A few minutes later, though, a local gay activist of our acquaintence walked in. Apparently he was smarter than us, because he was dressed in a suit and tie and had no trouble getting past the gatekeepers. Alas, though, one of Don's staffers recognized him, and before we knew it, a conversation started between them that got, uh, louder and more animated with each moment. When two security guys dragged Bill out, and Solly was giving us That Look, we decided that it'd be a good time to mosey on out. As I got up to leave, I shook Ritter's hand and told him, "Well, Don, at least now you and I finally have something in common."
"What's that?", he asked.
"We're both unemployed."
A few months later, I got to meet the new Congressman, Paul McHale. I was speaking at the dedication of a local monument to injured workers (we had some friendly contacts at the AFL-CIO, who always made sure one of us Wobblies was invited to speak--we were sort of their pet radicals). I still remember the (very short) standard stump speech I gave at every such event:
"Fellow workers:
When I was in school, I was never taught anything about labor history. All I was taught was that some kindly old men in Congress decided to pass a law one day to make things better for workers. It wasn't until I got out of school that I learned that the labor movement has a history -- and it's a history of struggle and warfare.
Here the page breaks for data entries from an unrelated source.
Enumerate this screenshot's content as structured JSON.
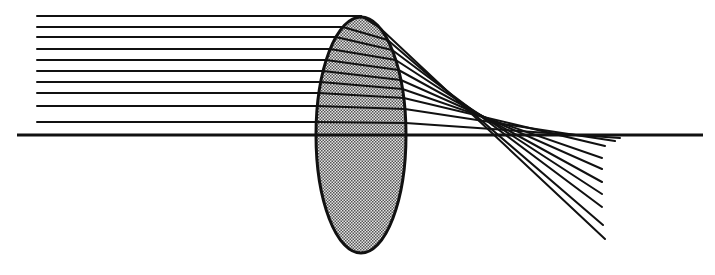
{
  "diagram": {
    "colors": {
      "ink": "#111111",
      "lens_fill": "#bdbdbd",
      "background": "#ffffff"
    },
    "optical_axis": {
      "x1": 17,
      "x2": 703,
      "y": 135
    },
    "lens": {
      "cx": 361,
      "cy": 135,
      "rx": 45,
      "ry": 118,
      "pattern": "stippled-gray"
    },
    "rays": [
      {
        "y_in": 16,
        "x_start": 37,
        "y_exit": 28,
        "end": [
          605,
          239
        ]
      },
      {
        "y_in": 27,
        "x_start": 37,
        "y_exit": 40,
        "end": [
          603,
          225
        ]
      },
      {
        "y_in": 37,
        "x_start": 37,
        "y_exit": 50,
        "end": [
          602,
          207
        ]
      },
      {
        "y_in": 49,
        "x_start": 37,
        "y_exit": 60,
        "end": [
          602,
          194
        ]
      },
      {
        "y_in": 60,
        "x_start": 37,
        "y_exit": 70,
        "end": [
          602,
          182
        ]
      },
      {
        "y_in": 71,
        "x_start": 37,
        "y_exit": 80,
        "end": [
          602,
          169
        ]
      },
      {
        "y_in": 82,
        "x_start": 37,
        "y_exit": 89,
        "end": [
          602,
          158
        ]
      },
      {
        "y_in": 93,
        "x_start": 37,
        "y_exit": 98,
        "end": [
          605,
          146
        ]
      },
      {
        "y_in": 106,
        "x_start": 37,
        "y_exit": 109,
        "end": [
          615,
          141
        ]
      },
      {
        "y_in": 122,
        "x_start": 37,
        "y_exit": 123,
        "end": [
          620,
          138
        ]
      }
    ]
  }
}
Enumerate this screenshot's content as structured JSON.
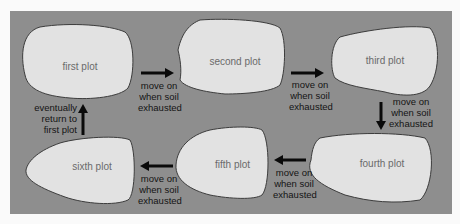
{
  "diagram": {
    "colors": {
      "panel": "#8e8e8e",
      "plot_fill": "#e2e2e2",
      "plot_stroke": "#3c3c3c",
      "arrow": "#0a0a0a",
      "plot_text": "#6a6a6a",
      "caption_text": "#141414"
    },
    "plots": [
      {
        "id": "first",
        "label": "first plot"
      },
      {
        "id": "second",
        "label": "second plot"
      },
      {
        "id": "third",
        "label": "third plot"
      },
      {
        "id": "fourth",
        "label": "fourth plot"
      },
      {
        "id": "fifth",
        "label": "fifth plot"
      },
      {
        "id": "sixth",
        "label": "sixth plot"
      }
    ],
    "arrows": [
      {
        "from": "first",
        "to": "second",
        "caption": [
          "move on",
          "when soil",
          "exhausted"
        ]
      },
      {
        "from": "second",
        "to": "third",
        "caption": [
          "move on",
          "when soil",
          "exhausted"
        ]
      },
      {
        "from": "third",
        "to": "fourth",
        "caption": [
          "move on",
          "when soil",
          "exhausted"
        ]
      },
      {
        "from": "fourth",
        "to": "fifth",
        "caption": [
          "move on",
          "when soil",
          "exhausted"
        ]
      },
      {
        "from": "fifth",
        "to": "sixth",
        "caption": [
          "move on",
          "when soil",
          "exhausted"
        ]
      },
      {
        "from": "sixth",
        "to": "first",
        "caption": [
          "eventually",
          "return to",
          "first plot"
        ]
      }
    ]
  }
}
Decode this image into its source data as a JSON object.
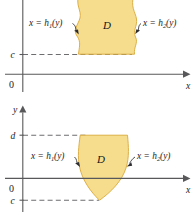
{
  "figure": {
    "name": "type-II-region-diagrams",
    "colors": {
      "region_fill": "#f6dc8d",
      "region_stroke": "#d9a93a",
      "axis": "#58585a",
      "dash": "#6d6d70",
      "text": "#1b1b1d"
    },
    "panels": [
      {
        "id": "top-panel",
        "axis_x_label": "x",
        "axis_y_label": "",
        "tick_labels": [
          "c"
        ],
        "origin_label": "0",
        "region_label": "D",
        "left_curve_label": "x = h",
        "left_curve_sub": "1",
        "left_curve_tail": "(y)",
        "right_curve_label": "x = h",
        "right_curve_sub": "2",
        "right_curve_tail": "(y)"
      },
      {
        "id": "bottom-panel",
        "axis_x_label": "x",
        "axis_y_label": "y",
        "tick_labels": [
          "d",
          "c"
        ],
        "origin_label": "0",
        "region_label": "D",
        "left_curve_label": "x = h",
        "left_curve_sub": "1",
        "left_curve_tail": "(y)",
        "right_curve_label": "x = h",
        "right_curve_sub": "2",
        "right_curve_tail": "(y)"
      }
    ]
  }
}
We need to keep in mind a few fundamental things. The business interests aren't in business to give us jobs. They're not there to make money for us. The business interests have never given us a goddamn thing -- everything we have, we have because we organized for it, we fought for it, and very many times, we died for it. And if we forget that -- if we forget who we are and where we have come from, then everything we have will be gone.
We are not humans to them. We are equipment. We are no different than a computer terminal or a tow-motor or a pallette jack. We are just something else that they have to pay for if they want to make money. Just another thing that they buy as cheaply as they can, use until it wears out or breaks down, then throw away and buy a new one. And when they buy a new one, they don't care what color it is or what language it speaks or what country it comes from. All they care is "Can it make me money better than that one over there?"
We need to keep in mind the words that my fellow Wobbles spoke almost 100 years ago; "The working class and the employing class have nothing in common. Between these two classes, a struggle must go on, until the workers of the world organize as a class, take possession of the means of production, and abolish the wage system."
Thank you very much. One big union, one general strike, and Solidarity Forever!"
It so happened that Paul McHale spoke shortly after I did, and his opening words were, "Hi, I'm Paul McHale, and I'm one of those kindly old men in Congress." We ended up sharing a few beers afterwards.
I left the Lehigh Valley a few years after that. The depressing atmosphere (economic and social) was unbearable. So I moved to . . . Florida. Yeah. Where I can't swing a dead cat by the tail without smacking a right-wing fundamentalist militia kook. I may indeed be the only radical in the entire state.